Bloomberg New Contemporaries, Liverpool Biennial, Liverpool & Rochelle School, London
Exchange Rate 2008, Remys, Los Angeles & CUNY: Habeas Lounge, New York
Pick 4, The Apple Tree, London
Metamorphose, Islington Art Factory, London
Calypso, Sala Rekalde, Bilbao (Videotheque Project curated by Haizea Barcenilla)
Reading the Artist, Laurie Grove Baths, Goldsmiths College, London
Gold & Delicious, The Apple Tree, London
2005:
Jenny, The Girl With No Eyes, Lime Gallery, CalArts
Traffic, Gallery D-301, CalArts
BIBLIOGRAPHY:
- Gettell, Oliver: Hot List: Jason Underhill, Los Angeles Times, March 22, 2010
- Colin Perry: Emerging: Jason Underhill, MAP, Spring 2010
- Holly White: Dialogue: Zoo, 2009 (Review), MurmurArt, October 2009
- Jonathon Jones: The Next Generation of YBAs: What Does the Future Hold?, The Guardian, July 15, 2009
- Jonathon Jones: Catherine Yass in Conversation with Four Recent Goldsmiths MFAs, The Guardian, July 15, 2009
The Hillbillies:
These guys are a group of aging friends from high school that use the shooting location as a place to corral underage vixens from the local community college, with the promise of ‘partying in the real wild west’ (there’s an exterior set from a Western Town somewhere on the location – it’s a novel backdrop for the gang’s bonfires, and also provides a nice buffer zone to defend potential date-rape charges; although how many times can the local police file the same ‘I-woke-up-in-front-of-a-Pony-Express-Depot-on-a-street-that-doesn’t-exist-on-a-map’ claim before someone catches on? The answer: twelve and counting). Their leader is named Brecy, Jr. (pronounced ‘Bryce Junior’), who is the son of the Bryce Sr., the dyslexic property owner.
Also, Brecy Jr. and his gang moonlight as security on the show.
Night Shift:
Last spring, I worked the night shift as a production assistant on a reality show. For 12 hours between 6:30pm and 6:30am I was the only person awake on a television set, way out in the desert, where nobody lives . I’ve been writing about it lately, and didn’t think I had any photos from that time until found these on an old cell phone, mostly taken as dusk settled on the set, or at dawn, from a gas station.
Straight From The Horse’s Mouth
I walked up to the Hollywood sign today.

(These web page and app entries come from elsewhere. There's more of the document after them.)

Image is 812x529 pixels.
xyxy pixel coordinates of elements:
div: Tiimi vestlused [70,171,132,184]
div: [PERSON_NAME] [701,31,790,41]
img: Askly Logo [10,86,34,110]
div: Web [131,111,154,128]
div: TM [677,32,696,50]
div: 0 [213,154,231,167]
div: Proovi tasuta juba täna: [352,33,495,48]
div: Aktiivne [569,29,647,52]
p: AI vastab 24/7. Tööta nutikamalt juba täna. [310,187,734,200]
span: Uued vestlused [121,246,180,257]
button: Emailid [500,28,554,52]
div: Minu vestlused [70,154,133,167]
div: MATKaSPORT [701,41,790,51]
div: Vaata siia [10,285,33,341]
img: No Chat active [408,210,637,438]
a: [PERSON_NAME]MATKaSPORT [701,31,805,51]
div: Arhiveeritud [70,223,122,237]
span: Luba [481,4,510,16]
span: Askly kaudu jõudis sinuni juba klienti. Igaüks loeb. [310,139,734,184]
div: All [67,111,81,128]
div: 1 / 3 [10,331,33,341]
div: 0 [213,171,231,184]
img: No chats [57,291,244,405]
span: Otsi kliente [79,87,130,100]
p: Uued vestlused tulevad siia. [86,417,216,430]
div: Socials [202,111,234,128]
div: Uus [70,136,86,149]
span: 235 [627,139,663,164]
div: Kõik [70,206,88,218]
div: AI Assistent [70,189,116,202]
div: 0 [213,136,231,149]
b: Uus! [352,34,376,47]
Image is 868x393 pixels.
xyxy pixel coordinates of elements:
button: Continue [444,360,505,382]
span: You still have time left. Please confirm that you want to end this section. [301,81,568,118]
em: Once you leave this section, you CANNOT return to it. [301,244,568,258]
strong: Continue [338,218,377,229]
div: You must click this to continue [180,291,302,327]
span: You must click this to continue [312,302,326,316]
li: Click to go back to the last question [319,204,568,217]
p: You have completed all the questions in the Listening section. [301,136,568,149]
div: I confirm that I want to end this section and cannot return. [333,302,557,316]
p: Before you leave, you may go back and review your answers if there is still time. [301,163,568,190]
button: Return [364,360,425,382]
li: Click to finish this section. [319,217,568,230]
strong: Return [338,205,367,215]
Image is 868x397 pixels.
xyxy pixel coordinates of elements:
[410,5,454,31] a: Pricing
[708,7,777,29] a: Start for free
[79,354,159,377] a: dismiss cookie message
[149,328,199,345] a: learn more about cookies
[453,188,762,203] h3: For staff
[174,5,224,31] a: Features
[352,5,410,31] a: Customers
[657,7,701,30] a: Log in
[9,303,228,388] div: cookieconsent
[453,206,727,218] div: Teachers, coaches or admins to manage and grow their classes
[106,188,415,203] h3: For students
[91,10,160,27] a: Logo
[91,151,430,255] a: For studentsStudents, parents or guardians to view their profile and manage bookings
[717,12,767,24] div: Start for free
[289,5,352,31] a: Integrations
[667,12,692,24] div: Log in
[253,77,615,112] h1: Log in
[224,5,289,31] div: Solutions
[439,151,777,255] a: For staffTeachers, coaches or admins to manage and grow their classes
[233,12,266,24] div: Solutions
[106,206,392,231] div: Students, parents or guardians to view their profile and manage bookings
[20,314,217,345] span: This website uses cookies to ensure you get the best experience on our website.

Actually, I walked up a long, winding driveway - the work-road to Sunset Ranch, where movie horses live in stables. It sits directly below the mesa where the Hollywood sign is it’s most photogenic. I caught a tourist videotaping me as I texted from the overlook, and I almost said something to him when a horse whinnied from below me. “Nice one, Huckleberry!” a woman said.
Last week, Alexis Hudgins and I took Shirley Tse’s class from CalArts to the set of a reality show called ‘How Do I Look?’. I don’t remember what’s going on in the foreground of this picture (I snapped it while we were waiting in the studio audience for the taping to start) but that large box with the photo of the woman on it spins around to applause as the contestant walks out of it, revealing to her family, friends, stylist and audience a transformed self.

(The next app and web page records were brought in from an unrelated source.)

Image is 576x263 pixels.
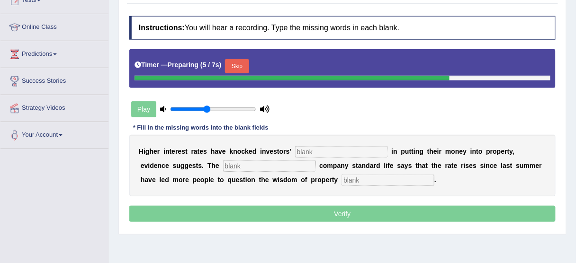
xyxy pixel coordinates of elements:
b: t [356,162,358,170]
b: n [262,148,266,155]
b: e [165,162,169,170]
b: e [197,176,200,184]
b: s [203,148,207,155]
b: H [139,148,144,155]
b: s [409,162,412,170]
b: Preparing [168,61,199,69]
b: p [487,148,491,155]
b: e [178,148,182,155]
b: l [209,176,210,184]
b: g [145,148,150,155]
b: t [332,176,335,184]
b: o [493,148,498,155]
b: n [252,176,256,184]
b: t [416,162,418,170]
b: o [288,176,292,184]
b: a [422,162,426,170]
b: k [230,148,234,155]
b: n [165,148,170,155]
input: blank [223,161,316,172]
b: l [501,162,503,170]
b: g [181,162,185,170]
b: i [278,176,280,184]
b: t [412,148,414,155]
b: t [218,176,220,184]
b: e [501,148,505,155]
b: , [513,148,515,155]
b: f [388,162,390,170]
b: r [315,176,318,184]
b: n [158,162,162,170]
b: Instructions: [139,24,185,32]
b: o [237,148,242,155]
b: s [192,162,196,170]
b: e [438,162,442,170]
b: o [323,162,327,170]
b: o [280,148,284,155]
b: h [418,162,422,170]
b: e [236,176,240,184]
b: e [454,162,458,170]
b: t [259,176,262,184]
b: i [260,148,262,155]
b: a [194,148,198,155]
b: u [232,176,236,184]
b: o [247,176,252,184]
b: 5 / 7s [203,61,219,69]
b: t [243,176,245,184]
b: l [384,162,386,170]
b: e [434,148,437,155]
a: Strategy Videos [0,95,109,119]
b: t [185,148,188,155]
b: e [154,162,158,170]
b: v [148,176,152,184]
b: p [333,162,337,170]
b: c [319,162,323,170]
b: o [301,176,306,184]
b: e [494,162,498,170]
b: e [154,148,157,155]
b: r [330,176,332,184]
b: i [148,162,150,170]
b: o [220,176,224,184]
b: y [345,162,349,170]
b: m [327,162,333,170]
b: ) [219,61,222,69]
b: d [366,162,371,170]
b: r [490,148,493,155]
b: o [200,176,205,184]
b: e [460,148,463,155]
b: t [277,148,280,155]
b: p [401,148,406,155]
b: c [490,162,494,170]
b: e [185,176,189,184]
b: r [157,148,160,155]
input: blank [342,175,435,186]
b: k [245,148,249,155]
a: Success Stories [0,68,109,92]
b: n [341,162,345,170]
b: p [193,176,197,184]
b: e [470,162,473,170]
b: i [437,148,439,155]
b: i [386,162,388,170]
b: n [362,162,366,170]
b: o [452,148,456,155]
b: m [291,176,297,184]
a: Online Class [0,14,109,38]
b: t [510,162,513,170]
b: a [503,162,507,170]
b: i [484,162,486,170]
b: h [262,176,266,184]
b: a [145,176,148,184]
b: s [481,162,484,170]
b: u [520,162,524,170]
b: t [432,162,434,170]
input: blank [295,146,388,158]
b: d [150,162,154,170]
b: d [253,148,257,155]
b: r [183,176,185,184]
b: i [464,162,466,170]
b: t [170,148,172,155]
b: h [430,148,434,155]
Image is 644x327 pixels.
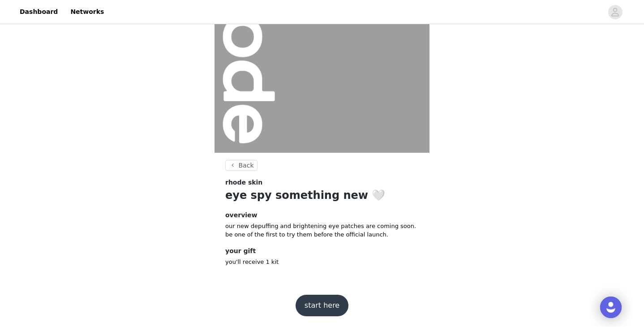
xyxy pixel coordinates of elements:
[295,295,349,316] button: start here
[225,211,419,220] h4: overview
[600,297,622,318] div: Open Intercom Messenger
[225,247,419,256] h4: your gift
[611,5,619,19] div: avatar
[225,187,419,203] h1: eye spy something new 🤍
[15,2,63,22] a: Dashboard
[225,178,263,187] span: rhode skin
[225,160,257,171] button: Back
[225,222,419,239] p: our new depuffing and brightening eye patches are coming soon. be one of the first to try them be...
[225,258,419,267] p: you'll receive 1 kit
[65,2,109,22] a: Networks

This squirrel proudly overlooked my twin brother’s backyard from his office window in San Francisco.
Emma Hunt let me use her studio while I edited Universal City. It had a great view from Bermondsey towards Tower Bridge and the glassier parts of London.
At the Newstand at the intersection of Hollywood Boulevard and Cahuenga. Someone who’s not me would have an easier time identifying this guy (Richard Speck? Tom Ford?); I just liked the way the plastic holder split his face in half, giving the right side some dimension, lending some virtue to his half-smile.
Dr. Roger Quallen (silhouetted) over excerpted footage of Out of Wack (1978/2010), From The Lost Works of Johan Riding, The British Art Show 7, Nottingham Contemporary Museum, England.
This is a production still from a video called B.Y.O.B.B.Q. (2009). This shot is from a scene that was cut from the final edit; it’s a one-sided conversation that Tilda (Roxie Fuller), has with her friend, ‘Danny Son-of-A-Mother’, while visiting his tombstone.
Solstice Canyon. It’s a hiking trail that’s really just a 2 mile-long driveway through Malibu Canyon, leading up to a large mansion that burnt down in 1982. Aside from having any walls, doors or furniture, the house is still very well preserved.